How Kirk Douglas helped break the Hollywood ‘blacklist’
Kirk Douglas made more than 80 films during a glittering career but said one of his proudest roles was the one he played in helping to break the infamous Hollywood “blacklist”.
The maverick actor was both star and producer on the 1960 historical epic Spartacus, the film for which he remains best known for.
During the early years of the Cold War, actors, writers, directors and musicians suspected of having communist sympathies were among those put on a Hollywood “blacklist” barring them from working in the entertainment industry.
It was in response to fears communists had infiltrated Hollywood. Despite the ban, Douglas – who died on Wednesday aged 103 – and his production company secretly hired Dalton Trumbo to pen the script for Spartacus.
Trumbo, whose life was made into a 2015 biopic starring Bryan Cranston, was one of the Hollywood 10- a group of producers, directors, and screenwriters who were jailed for refusing to cooperate with the House Un-American Activities Committee in 1947.
Upon his release, he continued to write either through a pseudonym or by having other writers act as a front for him.
Douglas decided to defy the blacklist for Spartacus. In his 2012 memoir I Am Spartacus!: Making A Film, Breaking The Blacklist, Douglas explained that originally producer Edward Lewis was used as a front for Trumbo.
But, Douglas said, he and Lewis felt so strongly about the injustice of the list that they decided to go into open revolt.
In the book, he says he told Trumbo that once the film was finished, “not only am I going to tell them that you’ve written it, but we’re putting your name on it”.
In August 1960, the studio Universal-International announced that Trumbo would receive a full screen credit
The blacklist was effectively broken. Speaking to the Jewish Chronicle in 2012, Douglas said: “I have been working in Hollywood over 60 years and I’ve made over 85 pictures, but the thing I’m most proud of is breaking the blacklist.”
And in a 1991 interview with the Los Angeles Times, Douglas said his decision to give Trumbo a screen credit was motivated by what he saw as Hollywood’s “hypocrisy”.
He said: “What I was fighting against was the hypocrisy in Hollywood, where the heads of the studios were using these blacklisted writers and just looking the other way, not paying them their full salary, making them use different names.”
Despite Douglas’s claims, members of the Trumbo family have criticised him for what they saw as one man taking the credit for the work of many.
Trumbo’s widow, Cleo, wrote a letter to the LA Times in 2002 and said that “no single person can be credited with breaking the blacklist”.
She credited the blacklisted writers themselves with breaking the ban.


→ Your objective
The word "figure" may appear in the records below. Report how many lines contain it, and write nothing besides the number.

→ Data shown

━━━━━━━━━━━━━━━━━━━━

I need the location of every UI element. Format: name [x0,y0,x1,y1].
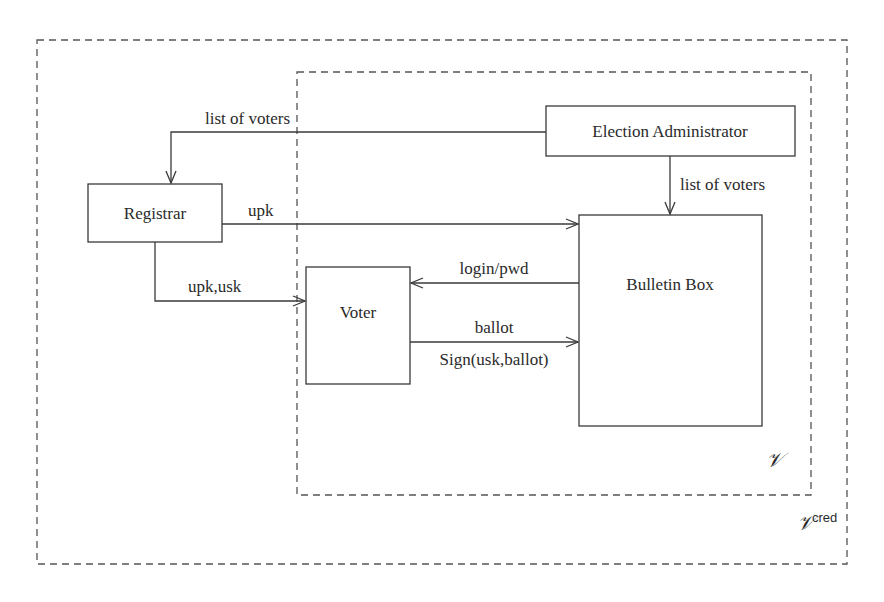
node-label: Election Administrator [592,122,748,141]
node-bulletin-box: Bulletin Box [579,215,762,426]
edge-label: Sign(usk,ballot) [439,350,548,369]
edge-label: upk,usk [188,277,242,296]
edge-label: login/pwd [460,259,529,278]
edge-label: list of voters [680,175,765,194]
edge-label: ballot [475,318,514,337]
node-registrar: Registrar [88,184,222,242]
voting-system-diagram: Election Administrator Registrar Voter B… [0,0,884,602]
edge-registrar-to-bulletin: upk [222,201,578,229]
edge-admin-to-bulletin: list of voters [665,156,765,214]
node-label: Bulletin Box [626,275,714,294]
node-election-administrator: Election Administrator [546,106,795,156]
edge-registrar-to-voter: upk,usk [155,242,305,306]
node-label: Voter [340,303,377,322]
edge-label: upk [248,201,274,220]
node-voter: Voter [306,267,410,384]
edge-voter-to-bulletin-ballot: ballot Sign(usk,ballot) [410,318,578,369]
region-v-cred-superscript: cred [812,510,837,525]
edge-label: list of voters [205,109,290,128]
region-v-label: 𝒱 [766,448,789,472]
node-label: Registrar [124,204,187,223]
region-v-cred-label: 𝒱 cred [797,510,837,535]
edge-admin-to-registrar: list of voters [166,109,546,183]
edge-bulletin-to-voter: login/pwd [411,259,579,288]
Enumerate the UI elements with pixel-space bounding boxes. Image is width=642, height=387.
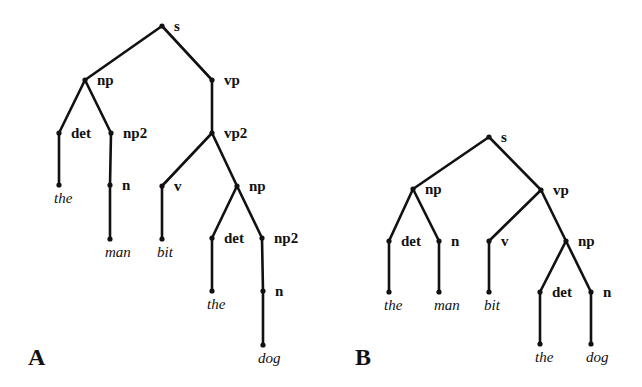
category-label: det — [401, 234, 421, 249]
tree-edge — [162, 133, 212, 186]
leaf-word: bit — [157, 245, 173, 260]
tree-node-dot — [260, 342, 265, 347]
tree-node-dot — [563, 238, 568, 243]
tree-node-dot — [486, 134, 491, 139]
category-label: np — [578, 234, 595, 249]
tree-node-dot — [56, 130, 61, 135]
category-label: np — [249, 179, 266, 194]
leaf-word: man — [434, 298, 460, 313]
tree-node-dot — [159, 183, 164, 188]
leaf-word: the — [207, 297, 225, 312]
panel-label-a: A — [28, 345, 45, 369]
tree-node-dot — [436, 289, 441, 294]
tree-node-dot — [537, 341, 542, 346]
tree-node-dot — [588, 341, 593, 346]
leaf-word: bit — [484, 298, 500, 313]
tree-node-dot — [234, 183, 239, 188]
tree-node-dot — [159, 23, 164, 28]
tree-edge — [489, 137, 541, 190]
tree-node-dot — [209, 77, 214, 82]
tree-edge — [489, 190, 541, 241]
category-label: n — [275, 284, 283, 299]
tree-node-dot — [538, 187, 543, 192]
tree-node-dot — [107, 236, 112, 241]
tree-node-dot — [108, 130, 113, 135]
tree-edges — [0, 0, 642, 387]
category-label: np2 — [123, 126, 147, 141]
category-label: v — [501, 234, 509, 249]
parse-tree-figure: A snpvpdetnp2vp2thenvnpmanbitdetnp2thend… — [0, 0, 642, 387]
tree-node-dot — [486, 238, 491, 243]
leaf-word: dog — [586, 350, 609, 365]
category-label: n — [603, 285, 611, 300]
tree-node-dot — [82, 77, 87, 82]
category-label: n — [122, 178, 130, 193]
category-label: v — [174, 179, 182, 194]
category-label: det — [71, 126, 91, 141]
category-label: np — [97, 73, 114, 88]
tree-edge — [162, 26, 212, 80]
tree-node-dot — [209, 235, 214, 240]
leaf-word: the — [54, 191, 72, 206]
leaf-word: the — [384, 298, 402, 313]
category-label: vp — [224, 73, 240, 88]
category-label: det — [552, 285, 572, 300]
panel-label-b: B — [355, 345, 371, 369]
tree-node-dot — [486, 289, 491, 294]
tree-node-dot — [410, 186, 415, 191]
category-label: np2 — [274, 231, 298, 246]
category-label: s — [174, 19, 180, 34]
tree-edge — [262, 238, 263, 291]
leaf-word: dog — [258, 351, 281, 366]
tree-node-dot — [386, 289, 391, 294]
category-label: vp2 — [224, 126, 247, 141]
tree-node-dot — [159, 236, 164, 241]
tree-node-dot — [56, 182, 61, 187]
tree-edge — [110, 133, 111, 185]
category-label: np — [425, 182, 442, 197]
tree-node-dot — [107, 182, 112, 187]
tree-node-dot — [537, 289, 542, 294]
category-label: s — [501, 130, 507, 145]
tree-node-dot — [588, 289, 593, 294]
tree-node-dot — [259, 235, 264, 240]
tree-node-dot — [436, 238, 441, 243]
category-label: vp — [553, 183, 569, 198]
tree-node-dot — [209, 130, 214, 135]
leaf-word: the — [535, 350, 553, 365]
tree-node-dot — [260, 288, 265, 293]
category-label: det — [224, 231, 244, 246]
tree-node-dot — [386, 238, 391, 243]
category-label: n — [451, 234, 459, 249]
leaf-word: man — [105, 245, 131, 260]
tree-node-dot — [209, 288, 214, 293]
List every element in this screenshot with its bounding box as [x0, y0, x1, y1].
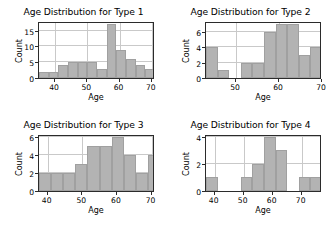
plot-area: Count Age 02440506070	[205, 135, 321, 192]
x-axis-tick-mark	[81, 192, 82, 195]
axes	[205, 22, 321, 79]
histogram-bar	[87, 62, 97, 78]
histogram-bar	[264, 137, 276, 191]
histogram-bar	[97, 69, 107, 79]
x-axis-tick-mark	[243, 192, 244, 195]
x-axis-tick-mark	[301, 192, 302, 195]
histogram-bar	[241, 177, 253, 191]
y-axis-tick-mark	[202, 78, 205, 79]
x-axis-tick-label: 60	[267, 196, 277, 205]
histogram-bar	[252, 63, 264, 78]
x-axis-label: Age	[205, 93, 321, 102]
x-axis-tick-label: 60	[273, 83, 283, 92]
y-axis-tick-mark	[35, 137, 38, 138]
histogram-bar	[218, 70, 230, 78]
y-axis-tick-label: 6	[196, 28, 201, 37]
x-axis-tick-label: 60	[111, 196, 121, 205]
gridline-horizontal	[206, 136, 320, 137]
histogram-bar	[136, 65, 146, 78]
histogram-bar	[206, 47, 218, 78]
histogram-bar	[58, 65, 68, 78]
chart-title: Age Distribution for Type 3	[0, 119, 167, 130]
y-axis-tick-label: 6	[29, 133, 34, 142]
gridline-vertical	[55, 23, 56, 78]
x-axis-tick-mark	[278, 79, 279, 82]
axes	[38, 22, 154, 79]
histogram-bar	[107, 24, 117, 78]
y-axis-tick-label: 0	[29, 75, 34, 84]
axes	[205, 135, 321, 192]
histogram-bar	[124, 155, 136, 191]
y-axis-tick-mark	[202, 191, 205, 192]
x-axis-tick-mark	[272, 192, 273, 195]
plot-area: Count Age 0246506070	[205, 22, 321, 79]
histogram-bar	[299, 177, 311, 191]
histogram-bar	[299, 55, 311, 78]
y-axis-tick-mark	[202, 137, 205, 138]
gridline-horizontal	[39, 136, 153, 137]
histogram-bar	[252, 164, 264, 191]
histogram-bar	[310, 47, 321, 78]
gridline-vertical	[236, 23, 237, 78]
x-axis-tick-label: 50	[238, 196, 248, 205]
histogram-bar	[87, 146, 99, 191]
histogram-bar	[51, 173, 63, 191]
axes	[38, 135, 154, 192]
chart-panel-type-1: Age Distribution for Type 1 Count Age 05…	[0, 0, 167, 113]
histogram-bar	[241, 63, 253, 78]
gridline-horizontal	[206, 46, 320, 47]
y-axis-tick-mark	[35, 46, 38, 47]
y-axis-tick-label: 4	[29, 151, 34, 160]
y-axis-tick-mark	[202, 164, 205, 165]
histogram-bar	[78, 62, 88, 78]
y-axis-tick-mark	[202, 47, 205, 48]
y-axis-tick-label: 5	[29, 59, 34, 68]
plot-area: Count Age 024640506070	[38, 135, 154, 192]
chart-title: Age Distribution for Type 2	[167, 6, 334, 17]
y-axis-tick-label: 0	[196, 75, 201, 84]
x-axis-tick-mark	[151, 79, 152, 82]
histogram-bar	[112, 137, 124, 191]
x-axis-tick-mark	[214, 192, 215, 195]
y-axis-tick-label: 15	[24, 27, 34, 36]
x-axis-tick-label: 50	[230, 83, 240, 92]
x-axis-tick-mark	[151, 192, 152, 195]
y-axis-tick-mark	[35, 173, 38, 174]
x-axis-tick-label: 40	[42, 196, 52, 205]
y-axis-tick-label: 4	[196, 44, 201, 53]
histogram-bar	[75, 164, 87, 191]
histogram-bar	[276, 150, 288, 191]
x-axis-label: Age	[205, 206, 321, 215]
y-axis-label: Count	[15, 152, 24, 176]
y-axis-tick-label: 2	[29, 169, 34, 178]
x-axis-tick-label: 50	[76, 196, 86, 205]
histogram-bar	[116, 50, 126, 79]
histogram-bar	[310, 177, 321, 191]
y-axis-tick-label: 10	[24, 43, 34, 52]
y-axis-tick-mark	[35, 155, 38, 156]
histogram-bar	[39, 173, 51, 191]
histogram-bar	[206, 177, 218, 191]
x-axis-tick-label: 70	[146, 196, 156, 205]
x-axis-label: Age	[38, 206, 154, 215]
figure-grid: Age Distribution for Type 1 Count Age 05…	[0, 0, 334, 227]
y-axis-tick-label: 2	[196, 59, 201, 68]
chart-panel-type-4: Age Distribution for Type 4 Count Age 02…	[167, 113, 334, 227]
histogram-bar	[287, 24, 299, 78]
gridline-horizontal	[206, 31, 320, 32]
x-axis-tick-mark	[116, 192, 117, 195]
chart-panel-type-3: Age Distribution for Type 3 Count Age 02…	[0, 113, 167, 227]
histogram-bar	[63, 173, 75, 191]
y-axis-tick-label: 2	[196, 160, 201, 169]
y-axis-tick-mark	[202, 63, 205, 64]
x-axis-label: Age	[38, 93, 154, 102]
y-axis-tick-mark	[35, 62, 38, 63]
y-axis-label: Count	[182, 152, 191, 176]
histogram-bar	[100, 146, 112, 191]
chart-title: Age Distribution for Type 4	[167, 119, 334, 130]
x-axis-tick-label: 70	[146, 83, 156, 92]
y-axis-tick-label: 0	[196, 188, 201, 197]
y-axis-label: Count	[15, 39, 24, 63]
x-axis-tick-mark	[86, 79, 87, 82]
histogram-bar	[49, 72, 59, 78]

━━━━━━━━━━━━━━━━━━━━

→ Written solution
2